Wednesday, November 03, 2021

Selective Mercies



“The trick, as always, the key to human success and domination, is to be selective in your mercies.” Ian McEwan, Saturday


I haven’t had time to write anything new for the Balcony. Semi-retirement is busy, a different routine, but still a routine. One thing that has changed is the way I wake up in the morning. No alarm, for one thing, and no rolling out of bed like a soldier roused from sleep. Even when I work until 10:30, p.m., I wake up between 6:00 and 7:00, but now I have the luxury of laying in bed until I’m fully awake. I usually stretch and flex my feet, and then perform eye exercises, glancing from left to right, right to left, up and down, and then rolling them one way and the other. I don’t know if these daily exercises provide any benefit for my vision, which is wonky to begin with, but they feel good. Then it’s off to the bathroom. 


There’s something optimistic about brewing a pot of coffee, pouring that first cup. I’m sure I drink too much of the stuff, just as I drink more wine than is good for me. I sit down at the dining room table with my laptop and notebooks, read some news and watch a few videos on YouTube. Like coffee and wine, I know I need to reduce, if not eliminate, my consumption of political news; it puts me in a foul, defeatist and bitter frame of mind which sometimes stays with me for several hours. We’re living in an age of idiocy, of treason, of cruelty, of misplaced anger, of political malfeasance, of endemic corruption and stupidity. No samaritan is coming to winch us out of the ditch. As Hunter S. Thompson would say, we’re well and truly fucked. I wrote here after Trump’s defeat that at best all Joe Biden will be able to do is slow the slide. The Democrats are on course to lose the House and possibly the Senate in 2022, which could very well pave the way for a return of the Orange Menace in January 2025. 


I’ve been off for a couple of days but return to work tonight for my usual 2:00 - 10:30 shift. My partner, Jose, is on vacation so I’ll be the only maintenance person on duty for eight hours. The electronic minder I carry will remind me of the hourly inspections of aisles, bathrooms, and the front of the store. Being midweek there’s bound to be lots of cardboard to bail. The bailer is the color of a battleship, a huge piece of machine powered by hydraulics. The U-boats that line the narrow hallway that run behind the store will be loaded with product and empty cartons. If my average holds, I will walk between 12 and 13 miles. The pain in my left foot that I’ve been dealing with for a while has been alleviated with stretches for my lower back. I suspect I suffer from sciatica. The test now is to see if I can work pain-free regardless of the shoes I decide to wear. 


My other physical problem is my left shoulder. It has been bothering me for a while, and might be the result of bursitis, tendonitis, or a rotator cuff tear. My mobility isn’t terrible, but it comes with pain, and I don’t have much strength. I’ve got a series of exercises that I do that have helped some, but I need to see a doctor. I had a rotator cuff tear in my right shoulder in 2012 that had to be surgically repaired. I see how the kind of work I’m doing now can break a person’s body down over the long term. Long hours on your feet, standing, walking, bending, twisting, reaching, stooping, pushing and pulling. I must be weird, but I enjoy the physical aspect of the work, even with these nagging ailments. The challenge is to ward off the incredibly repetitious nature of the work. I’m very fortunate to only have to do it part-time. I’m not sure I could handle 40 hours a week. My injuries haven’t kept me off the job, and I can work safely provided I’m conscious of what I’m doing and my body mechanics. Where the shoulder issue really plagues me is when I sleep; I’m a habitual side sleeper who must now sleep on his back. 


I’m writing book reviews for the California Review of Books, the website I co-founded with David Starkey and Michelle Drown. The latest one I’ve got in the hopper is Humane by Samuel Moyn, a brilliant analysis of how the US has made war more humane but at the same time never-ending. It boggles my mind to think we spent two decades fighting in Afghanistan, longer than the Civil War, World War II, and Vietnam, combined. I just received John McWhorter’s Woke Racism, and this morning I finished reading the novel Saturday by Ian McEwan. I’m about fifty pages into Undaunted Courage by Stephen E. Ambrose. 


Change is constant, time is finite, and suffering is unavoidable.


§ **ABOUT THIS TASK**: Each record needs to be transcribed exactly.

Referring expression grounding data:
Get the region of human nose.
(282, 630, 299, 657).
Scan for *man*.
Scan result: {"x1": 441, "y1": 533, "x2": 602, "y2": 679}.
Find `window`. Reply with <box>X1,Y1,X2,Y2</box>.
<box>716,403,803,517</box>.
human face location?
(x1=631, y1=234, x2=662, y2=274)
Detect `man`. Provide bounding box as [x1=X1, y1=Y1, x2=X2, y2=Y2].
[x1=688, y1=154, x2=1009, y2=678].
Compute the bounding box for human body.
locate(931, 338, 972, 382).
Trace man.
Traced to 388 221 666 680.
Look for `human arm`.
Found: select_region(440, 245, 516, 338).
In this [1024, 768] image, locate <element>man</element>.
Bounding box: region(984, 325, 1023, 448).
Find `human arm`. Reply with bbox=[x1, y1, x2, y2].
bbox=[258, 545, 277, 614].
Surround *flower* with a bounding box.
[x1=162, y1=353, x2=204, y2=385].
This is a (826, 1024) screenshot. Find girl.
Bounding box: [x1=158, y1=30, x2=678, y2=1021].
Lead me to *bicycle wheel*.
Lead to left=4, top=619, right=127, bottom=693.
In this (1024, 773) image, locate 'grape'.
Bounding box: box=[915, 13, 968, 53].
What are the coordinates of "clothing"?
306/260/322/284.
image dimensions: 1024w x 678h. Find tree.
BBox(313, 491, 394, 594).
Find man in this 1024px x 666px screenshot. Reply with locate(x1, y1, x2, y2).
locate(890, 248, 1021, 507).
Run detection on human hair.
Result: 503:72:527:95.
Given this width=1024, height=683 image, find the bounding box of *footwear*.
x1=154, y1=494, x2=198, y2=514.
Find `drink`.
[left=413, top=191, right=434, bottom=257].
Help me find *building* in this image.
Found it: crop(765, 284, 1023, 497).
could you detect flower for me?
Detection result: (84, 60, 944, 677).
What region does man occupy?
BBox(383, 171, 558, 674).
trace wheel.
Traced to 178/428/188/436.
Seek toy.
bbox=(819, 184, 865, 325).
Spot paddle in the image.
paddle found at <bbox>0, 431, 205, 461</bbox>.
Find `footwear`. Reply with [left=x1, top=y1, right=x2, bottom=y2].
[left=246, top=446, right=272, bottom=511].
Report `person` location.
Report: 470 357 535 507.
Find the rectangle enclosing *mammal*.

§ **EXERCISE RESULT**:
Get the region of human nose.
(282, 630, 299, 657).
Scan for *man*.
Scan result: {"x1": 441, "y1": 533, "x2": 602, "y2": 679}.
Find `window`. Reply with <box>X1,Y1,X2,Y2</box>.
<box>716,403,803,517</box>.
human face location?
(x1=631, y1=234, x2=662, y2=274)
Detect `man`. Provide bounding box as [x1=X1, y1=Y1, x2=X2, y2=Y2].
[x1=688, y1=154, x2=1009, y2=678].
Compute the bounding box for human body.
locate(931, 338, 972, 382).
Trace man.
Traced to 388 221 666 680.
Look for `human arm`.
Found: select_region(440, 245, 516, 338).
In this [1024, 768] image, locate <element>man</element>.
Bounding box: region(984, 325, 1023, 448).
Find `human arm`. Reply with bbox=[x1, y1, x2, y2].
bbox=[258, 545, 277, 614].
Surround *flower* with a bounding box.
[x1=162, y1=353, x2=204, y2=385].
This is a (826, 1024) screenshot. Find girl.
Bounding box: [x1=158, y1=30, x2=678, y2=1021].
Lead me to *bicycle wheel*.
Lead to left=4, top=619, right=127, bottom=693.
In this (1024, 773) image, locate 'grape'.
Bounding box: box=[915, 13, 968, 53].
What are the coordinates of "clothing"?
306/260/322/284.
image dimensions: 1024w x 678h. Find tree.
BBox(313, 491, 394, 594).
Find man in this 1024px x 666px screenshot. Reply with locate(x1, y1, x2, y2).
locate(890, 248, 1021, 507).
Run detection on human hair.
Result: 503:72:527:95.
Given this width=1024, height=683 image, find the bounding box of *footwear*.
x1=154, y1=494, x2=198, y2=514.
Find `drink`.
[left=413, top=191, right=434, bottom=257].
Help me find *building* in this image.
Found it: crop(765, 284, 1023, 497).
could you detect flower for me?
Detection result: (84, 60, 944, 677).
What region does man occupy?
BBox(383, 171, 558, 674).
trace wheel.
Traced to 178/428/188/436.
Seek toy.
bbox=(819, 184, 865, 325).
Spot paddle in the image.
paddle found at <bbox>0, 431, 205, 461</bbox>.
Find `footwear`. Reply with [left=x1, top=y1, right=x2, bottom=y2].
[left=246, top=446, right=272, bottom=511].
Report `person` location.
Report: 470 357 535 507.
Find the rectangle enclosing *mammal*.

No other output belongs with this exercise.